The Baba Yaga slept for a long time. At last she yawned and woke, but she could not get her eyes open. They were stuck tight with pitch. She was in a terrible rage; she stamped about and roared terribly. “I know who has done this,” she cried, “and as soon as I get my eyes open, I will go after her and tear her to pieces.” Then she called to the cat to come and scratch her eyes open with its sharp little claws.
“That I will not,” answered the cat. “As long as I have been with you, you have given me nothing but hard words and bones to gnaw, but she stroked my fur, and gave me a cake to eat. Scratch your own eyes open, for you shall have no help from me.” And then the little cat ran away into the forest.
But the faithful servant and Peter journeyed safely on through the forest, and you may guess whether or not the mother was glad to have her little Peter safe home again.

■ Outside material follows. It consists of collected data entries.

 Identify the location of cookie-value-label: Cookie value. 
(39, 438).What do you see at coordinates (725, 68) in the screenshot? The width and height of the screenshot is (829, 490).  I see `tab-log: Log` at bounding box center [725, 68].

As to the old Baba Yaga, she may be shouting and stamping and rubbing the pitch from her eyes yet, for all I know.
TAMLANE
A STORY FROM AN OLD SCOTCH BALLAD
FAIR Janet was the daughter of the Earl of March, and she was so beautiful that many knights and noble gentlemen had asked her to marry them, but she would say yes to none of them.
One day she sat at her window sewing a seam, and she heard the sound of a horn down in the forest. It blew so sweet and it blew so clear that she laid down her seam to listen, and it seemed to her that it called “Janet, fair Janet, come hither!”
Fair Janet dropped her sewing and down to the wood she ran. She looked about her, and there stood a handsome knight. From head to foot he was dressed in green, and in his hand he held a silver horn, and when he saw her he raised it to his lips and blew again so soft and clear that Janet had never heard anything like it.